LAMPEDUSA: LUCY WOOD at PayneShurvell

 

Lucy Wood: Vicini Lontani / Distant Neighbours 3: Lampedusa

PayneShurvell Gallery

16 Hewett Street

London, EC2A 3NN

Until 22nd October

 

Lampedusa is the latest in Lucy Wood’s series, Distant Neighbours: it is a show about migration, finding grand narratives in the lives of ordinary people. Lampedusa is a tiny Italian island off the African coast with only 5000 inhabitants. For many migrants, it is the gateway to Europe. 2008 saw 12,000 migrants arriving into Lampedusa’s harbour, and this number is increasing. Individual boats bring in as many as 800 refugees. The show is result of two months of research, and is comprised of eleven video interviews with both residents and immigrants. In it, Wood explores vital, global issues on an intimate scale.
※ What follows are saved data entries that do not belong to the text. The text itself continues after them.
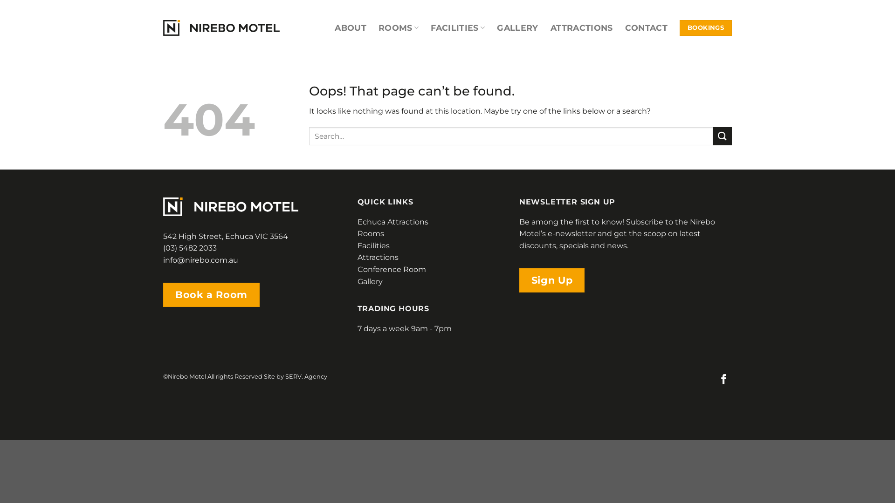 Image resolution: width=895 pixels, height=503 pixels. I want to click on FACILITIES, so click(458, 28).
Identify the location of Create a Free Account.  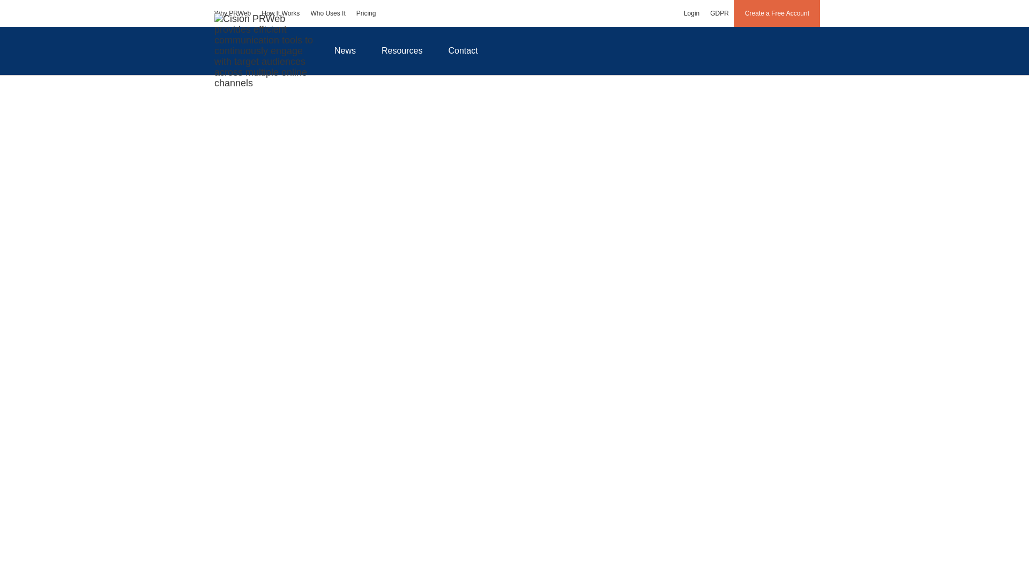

This show establishes a tension between a white cube and an anti-white cube aesthetic. Part of its backdrop is a reconstructed boat graveyard, bleached in a nod to the white cube and assembled in the gallery. It dominates the space. Visitors are pushed to the margins of the gallery, dwarfed by the carcasses of the kinds of boats used by migrants to make the treacherous journey from Africa to Lampedusa. This is the most striking thing about the show and the most exciting thing about its installation. The voices of the Lampedusans and migrants echo through the boats’ skeletons, flotsam and jetsam that fill the gallery, and you are forced to pick your way through the exhibition just as you would through a genuine wreck. As a sign declares on the door to PayneShurvell, the exhibition is ‘precarious’ and ‘help up by gravity’, which gives a heightened sense of realism to it.

The work, or works, tells the story of Lampedusa: not just from the locals’ point of view, but also from the migrants’ side. James Payne, director of PayneShurvell, tells me how the whole show was made very cheaply, corresponding to the often extreme poverty in which the migrants enter Europe. The eleven interviews are presented on a range of different monitors and precariously perched within the wrecked boats, giving a sense of borrowed space and borrowed time.

Upon first entering the gallery, I was struck by its smallness, and concluded that Wood had tried to cram too much into too tight a space. However, it is this contrasting scale that gives the shards and fragments of the boats their magnitude: in a large gallery space, they would fade into insignificance, just as they so often are swallowed on the hazardous sea crossing from Africa. The size of the space enhances the spectacle, and forces the viewer to occupy the same area as the work, rather than observing it from a distance. There is a tension between the theatrical set of the installation and the documentary quality of the interviews.

However, the exhibition has formal problems. One or two of the monitors are too small, making the sur-titles difficult to read and the interviewees hard to make out. Similarly, for an unstated reason, some of the videos were muted. This was a shame, as the cacophony of voices combining within the space was one of this show’s greatest strengths. The sounds draw you through the show creating an interactive dynamic, and it was a shame to limit this.

The work explores global issues from a local platform, and this is what gives the show its real power. It tells the story of an Italian housewife who tries to look after a migrant baby; a tobacconist who gives the migrants money and cigarettes; residents who bring the migrants into their homes, feed them, clothe them and let them wash. Lampedusadocuments how extraordinary things happen to extraordinary people: Lucy Wood finds the epic in the everyday.